Thursday, August 6, 2009

JSON

ESR recently put up a paper on his redesign of the request-response protocol for gpsd. The gpsd project is interesting in its own right, but what interests me is his use of JSON to serialize command and response data to the back end of the daemon.

Like many hackers, I'm indifferent to Java. I've never had the urge to learn it and I've been fortunate that my employment has never required its use. I have noticed, however, that Java-related things always seem to start with a capital J, so when I saw references to JSON I always assumed it was yet another Java something or other and passed it by without further investigation. Like most forms of prejudice, of course, this was merely ignorance. While it's true that the J does stand for Java, JSON actually stands for Java Script Object Notation and it's a really neat way of serializing complex data for transfer between applications.

JSON has two types of data structures:

  • arrays, in which the values are comma separated and enclosed in square brackets, and
  • objects, which are serialized representations of what Lispers call hash tables or alists and Pythonistas call dictionaries. An object is a comma separated list of name/value pairs enclosed in curly braces. The name/value pairs have the form "name" : value.

These structures are fully recursive and each can contain instances of itself or the other. Names are always strings, but object and array values can be strings, numbers, objects, arrays, true, false, or null. The exact syntax, complete with railroad diagrams, is given on the JSON.org site linked above; a formal description is given in RFC 4627. As an example, here is a hypothetical object representing a family:

{"father":{"name":"John Smith", "age":45, "employer":"YoYodyne, inc."},
"mother":{"name":"Wilma Smith", "age":42},
"children":[{"name":"William Smith", "age":15},
         {"name":"Sally Smith","age":17}]}
Notice that white space can be inserted between any pair of tokens to

make the object more human-readable, but that it is not required. Also notice that unused fields in objects (but not arrays) can be omitted as the employer field is in all but the father's object.

What I like about this is that it's fundamentally Lispy, which shouldn't be a surprise given JavaScript's Scheme lineage. For example, the above JSON family object rendered in a typically Lisp way is shown below. Notice how similar it is to the JSON rendering.

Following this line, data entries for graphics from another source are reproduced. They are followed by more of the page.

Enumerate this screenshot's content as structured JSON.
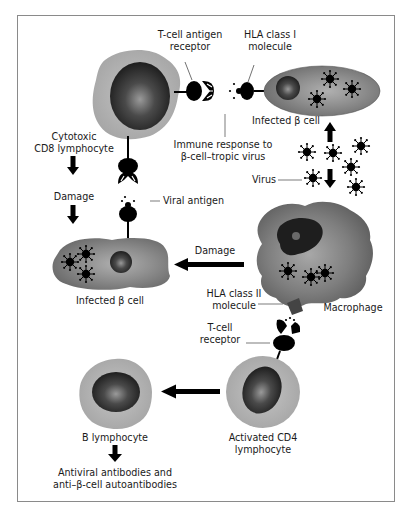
{
  "figure": {
    "title": "",
    "colors": {
      "frame": "#8a8a8a",
      "cell_light": "#b5b5b5",
      "cell_mid": "#8c8c8c",
      "cell_dark": "#6e6e6e",
      "nucleus": "#2a2a2a",
      "ink": "#000000",
      "text": "#1a1a1a"
    }
  },
  "labels": {
    "tcell_antigen_receptor": [
      "T-cell antigen",
      "receptor"
    ],
    "hla_class1": [
      "HLA class I",
      "molecule"
    ],
    "infected_beta_cell_top": "Infected β cell",
    "immune_response": [
      "Immune response to",
      "β-cell–tropic virus"
    ],
    "cytotoxic_cd8": [
      "Cytotoxic",
      "CD8 lymphocyte"
    ],
    "damage_left": "Damage",
    "viral_antigen": "Viral antigen",
    "virus": "Virus",
    "damage_middle": "Damage",
    "infected_beta_cell_left": "Infected β cell",
    "hla_class2": [
      "HLA class II",
      "molecule"
    ],
    "macrophage": "Macrophage",
    "tcell_receptor": [
      "T-cell",
      "receptor"
    ],
    "b_lymphocyte": "B lymphocyte",
    "activated_cd4": [
      "Activated CD4",
      "lymphocyte"
    ],
    "antibodies": [
      "Antiviral antibodies and",
      "anti–β-cell autoantibodies"
    ]
  },
  "nodes": [
    {
      "id": "cd8-lymphocyte",
      "label": "Cytotoxic CD8 lymphocyte"
    },
    {
      "id": "infected-beta-cell-top",
      "label": "Infected β cell"
    },
    {
      "id": "virus",
      "label": "Virus"
    },
    {
      "id": "macrophage",
      "label": "Macrophage"
    },
    {
      "id": "infected-beta-cell-left",
      "label": "Infected β cell"
    },
    {
      "id": "activated-cd4",
      "label": "Activated CD4 lymphocyte"
    },
    {
      "id": "b-lymphocyte",
      "label": "B lymphocyte"
    },
    {
      "id": "antibodies",
      "label": "Antiviral antibodies and anti–β-cell autoantibodies"
    }
  ],
  "edges": [
    {
      "from": "virus",
      "to": "infected-beta-cell-top",
      "label": ""
    },
    {
      "from": "virus",
      "to": "macrophage",
      "label": ""
    },
    {
      "from": "cd8-lymphocyte",
      "to": "infected-beta-cell-left",
      "label": "Damage"
    },
    {
      "from": "macrophage",
      "to": "infected-beta-cell-left",
      "label": "Damage"
    },
    {
      "from": "activated-cd4",
      "to": "b-lymphocyte",
      "label": ""
    },
    {
      "from": "b-lymphocyte",
      "to": "antibodies",
      "label": ""
    }
  ]
}
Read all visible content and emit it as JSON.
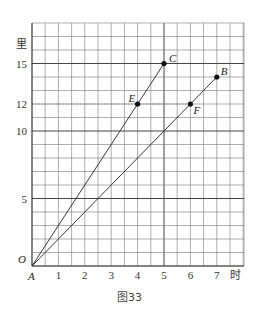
{
  "chart_data": {
    "type": "line",
    "title": "",
    "caption": "图33",
    "xlabel": "时",
    "ylabel": "里",
    "xlim": [
      0,
      8
    ],
    "ylim": [
      0,
      18
    ],
    "x_ticks": [
      "1",
      "2",
      "3",
      "4",
      "5",
      "6",
      "7"
    ],
    "y_ticks": [
      "5",
      "10",
      "12",
      "15"
    ],
    "origin_labels": {
      "O": "O",
      "A": "A"
    },
    "grid": true,
    "series": [
      {
        "name": "AC",
        "points": [
          [
            0,
            0
          ],
          [
            4,
            12
          ],
          [
            5,
            15
          ]
        ],
        "labels": [
          "A",
          "E",
          "C"
        ]
      },
      {
        "name": "AB",
        "points": [
          [
            0,
            0
          ],
          [
            6,
            12
          ],
          [
            7,
            14
          ]
        ],
        "labels": [
          "A",
          "F",
          "B"
        ]
      }
    ],
    "annotations": [
      {
        "label": "C",
        "x": 5,
        "y": 15
      },
      {
        "label": "B",
        "x": 7,
        "y": 14
      },
      {
        "label": "E",
        "x": 4,
        "y": 12
      },
      {
        "label": "F",
        "x": 6,
        "y": 12
      }
    ],
    "reference_line": {
      "y": 12,
      "style": "dotted"
    }
  }
}
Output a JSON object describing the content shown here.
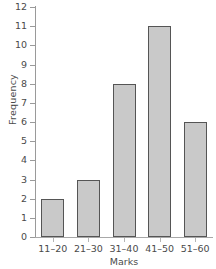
{
  "chart_data": {
    "type": "bar",
    "title": "",
    "xlabel": "Marks",
    "ylabel": "Frequency",
    "categories": [
      "11–20",
      "21–30",
      "31–40",
      "41–50",
      "51–60"
    ],
    "values": [
      2,
      3,
      8,
      11,
      6
    ],
    "ylim": [
      0,
      12
    ],
    "ytick_labels": [
      "0",
      "1",
      "2",
      "3",
      "4",
      "5",
      "6",
      "7",
      "8",
      "9",
      "10",
      "11",
      "12"
    ],
    "ytick_values": [
      0,
      1,
      2,
      3,
      4,
      5,
      6,
      7,
      8,
      9,
      10,
      11,
      12
    ],
    "grid": false,
    "legend": false,
    "series": [
      {
        "name": "Frequency",
        "values": [
          2,
          3,
          8,
          11,
          6
        ]
      }
    ],
    "colors": {
      "bar_fill": "#c9c9c9",
      "bar_border": "#555555",
      "axis": "#9a9a9a",
      "text": "#4a4a4a",
      "background": "#ffffff"
    }
  }
}
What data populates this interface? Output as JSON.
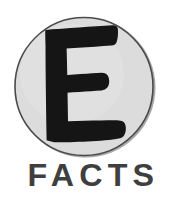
{
  "logo": {
    "brand_name": "E FACTS",
    "emblem": {
      "letter": "E",
      "letter_color": "#151515",
      "disc_fill": "#dcdcdc",
      "disc_outline": "#4a4a4a",
      "disc_shadow": "#a8a8a8",
      "icon_name": "letter-e-in-circle"
    },
    "wordmark": {
      "text": "FACTS",
      "color": "#3f3f3f"
    },
    "background_color": "#ffffff"
  }
}
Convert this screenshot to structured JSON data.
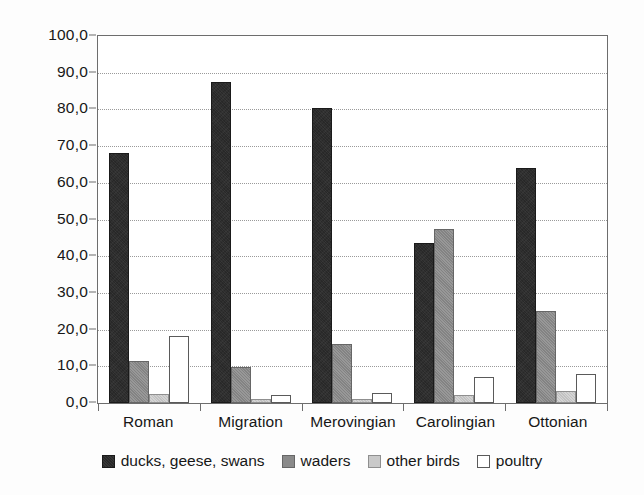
{
  "chart_data": {
    "type": "bar",
    "title": "",
    "subtitle": "",
    "xlabel": "",
    "ylabel": "",
    "ylim": [
      0,
      100
    ],
    "ytick_step": 10,
    "grid": true,
    "legend_position": "bottom",
    "decimal_separator": ",",
    "categories": [
      "Roman",
      "Migration",
      "Merovingian",
      "Carolingian",
      "Ottonian"
    ],
    "ytick_labels": [
      "0,0",
      "10,0",
      "20,0",
      "30,0",
      "40,0",
      "50,0",
      "60,0",
      "70,0",
      "80,0",
      "90,0",
      "100,0"
    ],
    "ytick_values": [
      0,
      10,
      20,
      30,
      40,
      50,
      60,
      70,
      80,
      90,
      100
    ],
    "series": [
      {
        "name": "ducks, geese, swans",
        "color": "#282828",
        "values": [
          68.0,
          87.5,
          80.5,
          43.5,
          64.0
        ]
      },
      {
        "name": "waders",
        "color": "#8a8a8a",
        "values": [
          11.5,
          9.7,
          16.0,
          47.3,
          25.0
        ]
      },
      {
        "name": "other birds",
        "color": "#c9c9c9",
        "values": [
          2.4,
          1.0,
          1.0,
          2.3,
          3.2
        ]
      },
      {
        "name": "poultry",
        "color": "#ffffff",
        "values": [
          18.2,
          2.3,
          2.6,
          7.2,
          8.0
        ]
      }
    ]
  },
  "legend": {
    "items": [
      {
        "label": "ducks, geese, swans",
        "swatch": "legend-swatch-dark"
      },
      {
        "label": "waders",
        "swatch": "legend-swatch-medium-gray"
      },
      {
        "label": "other birds",
        "swatch": "legend-swatch-light-gray"
      },
      {
        "label": "poultry",
        "swatch": "legend-swatch-white"
      }
    ]
  }
}
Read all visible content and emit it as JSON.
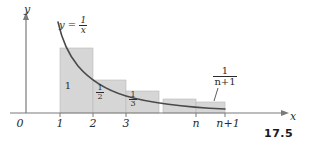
{
  "figure": {
    "number": "17.5",
    "axes": {
      "y_label": "y",
      "x_label": "x"
    },
    "curve": {
      "equation_lhs": "y =",
      "equation_numerator": "1",
      "equation_denominator": "x",
      "color": "#4a4a4a"
    },
    "x_ticks": [
      {
        "label": "0"
      },
      {
        "label": "1"
      },
      {
        "label": "2"
      },
      {
        "label": "3"
      },
      {
        "label": "n"
      },
      {
        "label": "n+1"
      }
    ],
    "rectangles": [
      {
        "label": "1",
        "numerator": "",
        "denominator": ""
      },
      {
        "label": "",
        "numerator": "1",
        "denominator": "2"
      },
      {
        "label": "",
        "numerator": "1",
        "denominator": "3"
      },
      {
        "label": "",
        "numerator": "1",
        "denominator": "n+1"
      }
    ],
    "colors": {
      "fill": "#d6d6d6",
      "stroke": "#4a4a4a",
      "axis": "#6b6b6b",
      "text": "#2b2b2b"
    }
  }
}
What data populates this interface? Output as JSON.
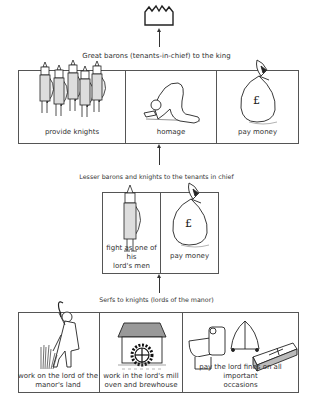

'((father . ((name . "John Smith") (age . 45) (employer . "YoYodynce, inc.")))
(mother . ((name . "Wilma Smith") (age . 42)))
(children . #(((name . "William Smith") (age . 15))
            ((name . "Sally Smith") (age . 17)))))

The nice thing about this representation is that the Lisp/Scheme reader will parse it directly. True, the name/value pairs are represented as alists, but for many applications that's the appropriate choice. Common Lisp hash tables don't have an external representation that is directly readable, but we could certainly use alists as such a representation at the cost of spinning down the list and hashing the names.

None of this is to say that we should eschew JSON in favor of s-expressions, especially when doing data-interchange between applications written in non-Lisp languages or even when interchanging data between a Lisp application and, say, a C application. Rather, my point is that Lispers should feel familiar and comfortable with it.

So what's the take away on this? First, that JSON is a simple and ubiquitous (the JSON.org page has links to parsers for dozens of languages, including CL and Scheme) data-interchange format that can make interprocess communication much easier when complex data is involved. Second, I think it nicely illustrates the power of Lisp ideas and data structures, even if JSON itself is neither.